Grassley Calls for More Unannounced Foreign Drug Inspections From FDA
As the US Food and Drug Administration (FDA) explores plans to lower the cost of pharmaceuticals with imports from Canada and elsewhere, Sen. Chuck Grassley (R-IA) is calling on the agency to perform more unannounced inspections of foreign facilities.
Thanks to recent media coverage (on China and tainted blood pressure medicines and another article on generic drug manufacturing) as well as a controversial new book on the US reliance on foreign-made generic medicines, Finance Committee Chairman Grassley said he has learned that FDA does not track whether a foreign inspection was subject to an announced or unannounced visit and that FDA generally does not perform unannounced visits of manufacturing facilities overseas.
Moving forward, should the administration’s plans to allow certain imports be put into effect, the administration “must require more foreign inspections generally and unannounced inspections specifically, particularly compared to previous administrations,” Grassley writes.
He also questions why a 2013 FDA pilot program in India “that eliminated advanced notice and instead used short notice or unannounced visits” was “shut down without explanation” in 2015. He says the pilot “exposed widespread malfeasance” that had otherwise been hidden because of a previous system that allowed advanced warnings for manufacturing sites.
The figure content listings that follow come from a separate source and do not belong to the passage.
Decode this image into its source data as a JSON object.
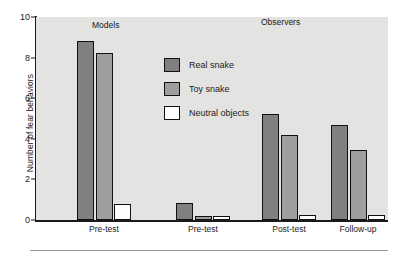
{
  "chart_data": {
    "type": "bar",
    "title": "",
    "xlabel": "",
    "ylabel": "Number of fear behaviors",
    "ylim": [
      0,
      10
    ],
    "yticks": [
      0,
      2,
      4,
      6,
      8,
      10
    ],
    "ytick_labels": [
      "0",
      "2",
      "4",
      "6",
      "8",
      "10"
    ],
    "grid": false,
    "categories": [
      "Pre-test",
      "Pre-test",
      "Post-test",
      "Follow-up"
    ],
    "series": [
      {
        "name": "Real snake",
        "color": "#808080",
        "values": [
          8.8,
          0.85,
          5.2,
          4.7
        ]
      },
      {
        "name": "Toy snake",
        "color": "#9e9e9e",
        "values": [
          8.25,
          0.2,
          4.2,
          3.45
        ]
      },
      {
        "name": "Neutral objects",
        "color": "#fdfdfb",
        "values": [
          0.8,
          0.22,
          0.25,
          0.25
        ]
      }
    ],
    "legend_position": "upper-center",
    "annotations": [
      {
        "text": "Models",
        "x_category_index": 0
      },
      {
        "text": "Observers",
        "x_category_index": 2
      }
    ],
    "plot_background": "#e3e3e1",
    "axis_color": "#1a1a1a"
  },
  "legend": {
    "items": [
      {
        "label": "Real snake"
      },
      {
        "label": "Toy snake"
      },
      {
        "label": "Neutral objects"
      }
    ]
  },
  "sections": {
    "models_label": "Models",
    "observers_label": "Observers"
  }
}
“I strongly encourage the administration’s demonstration projects to include unannounced inspections in foreign manufacturing facilities to determine whether they meet the required API [active pharmaceutical ingredient] and drug quality and safety standards to include sufficient record-keeping, testing, and protections against counterfeiting,” he adds.
Grassley’s letter follows a June letter from the House Energy & Commerce (E&C) Committee also questioning the agency’s work overseas, and another letter to the US Government Accountability Office (GAO) seeking a review of FDA’s drug inspection program.
GAO in 2017 questioned parts of FDA’s drug inspection program and noted that FDA has struggled to fill its China and India-based offices.